Howard Chu writes:
With back-ndb, I imagine somthing like an SQL 'ORDER BY<reqStart or entryCSN>' will do the trick, if it isn't already handled.
back-ndb also orders by entryID.
Thanks, I'll note that for the test.
Anyway, if I have understood this correctly, this requirement needs to be documented, and it looks rather fragile anyway. Only databases supporing this use of accesslog. The admin must not slapcat the accesslog, rearrange it (maybe he's looking for changes to something specific), and then slapadd it back. Not something which would happen every day, but there's no reason people _wouldn't_ do it either. LDAP defines elements as unordered, after all.
I thought it was obvious; a "log" is an ordered transcript of events. If you rearrange the sequence of events then you invalidate it.
No, it's not obvious that the order of slapadding entires has any influence on their order returned from search. The LDAP spec doesn't say so, nor man 5 slapd-bdb, nor do the syncprov or accesslog manpages say that they need it.
Obviously *something* need to take care of ordering, but as far as the user knows that could be accesslog or syncprov. Actually, the slapo-accesslog(5) suggestion to index reqStart may give a careful reader a hint about how the ordering happens.
So anyway, syncprov needs to document that it doesn't ensure this ordering but depends on the admin getting it right.
Long-term I'd also like some way for syncprov to catch errors if the admin does get tings like this wrong. E.g. let accesslog require an attribute to be set in the log database which promises ordering. slapd startup would fail if the database doesn't confirm that it can honor this flag, and slapadd of entries out of CSN order would also fail. Unless that breaks what you say about refresh below... anyway, all that will have to wait for RE25 or later.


- **What to do**
Could you return every record below exactly as it stands, leaving out the pictures?

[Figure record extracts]

%%

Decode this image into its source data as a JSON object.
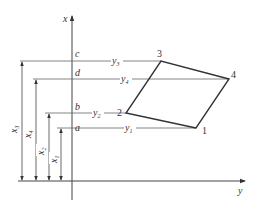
{
  "diagram": {
    "type": "coordinate-quadrilateral",
    "axes": {
      "vertical": {
        "label": "x"
      },
      "horizontal": {
        "label": "y"
      }
    },
    "vertices": [
      {
        "id": "1",
        "label": "1",
        "x_label": "x",
        "x_sub": "1",
        "y_label": "y",
        "y_sub": "1",
        "axis_point": "a"
      },
      {
        "id": "2",
        "label": "2",
        "x_label": "x",
        "x_sub": "2",
        "y_label": "y",
        "y_sub": "2",
        "axis_point": "b"
      },
      {
        "id": "3",
        "label": "3",
        "x_label": "x",
        "x_sub": "3",
        "y_label": "y",
        "y_sub": "3",
        "axis_point": "c"
      },
      {
        "id": "4",
        "label": "4",
        "x_label": "x",
        "x_sub": "4",
        "y_label": "y",
        "y_sub": "4",
        "axis_point": "d"
      }
    ],
    "axis_points": {
      "a": "a",
      "b": "b",
      "c": "c",
      "d": "d"
    }
  }
}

%%

- **Exercise response**
Decode this image into its source data as a JSON object.
{
  "diagram": {
    "type": "coordinate-quadrilateral",
    "axes": {
      "vertical": {
        "label": "x"
      },
      "horizontal": {
        "label": "y"
      }
    },
    "vertices": [
      {
        "id": "1",
        "label": "1",
        "x_label": "x",
        "x_sub": "1",
        "y_label": "y",
        "y_sub": "1",
        "axis_point": "a"
      },
      {
        "id": "2",
        "label": "2",
        "x_label": "x",
        "x_sub": "2",
        "y_label": "y",
        "y_sub": "2",
        "axis_point": "b"
      },
      {
        "id": "3",
        "label": "3",
        "x_label": "x",
        "x_sub": "3",
        "y_label": "y",
        "y_sub": "3",
        "axis_point": "c"
      },
      {
        "id": "4",
        "label": "4",
        "x_label": "x",
        "x_sub": "4",
        "y_label": "y",
        "y_sub": "4",
        "axis_point": "d"
      }
    ],
    "axis_points": {
      "a": "a",
      "b": "b",
      "c": "c",
      "d": "d"
    }
  }
}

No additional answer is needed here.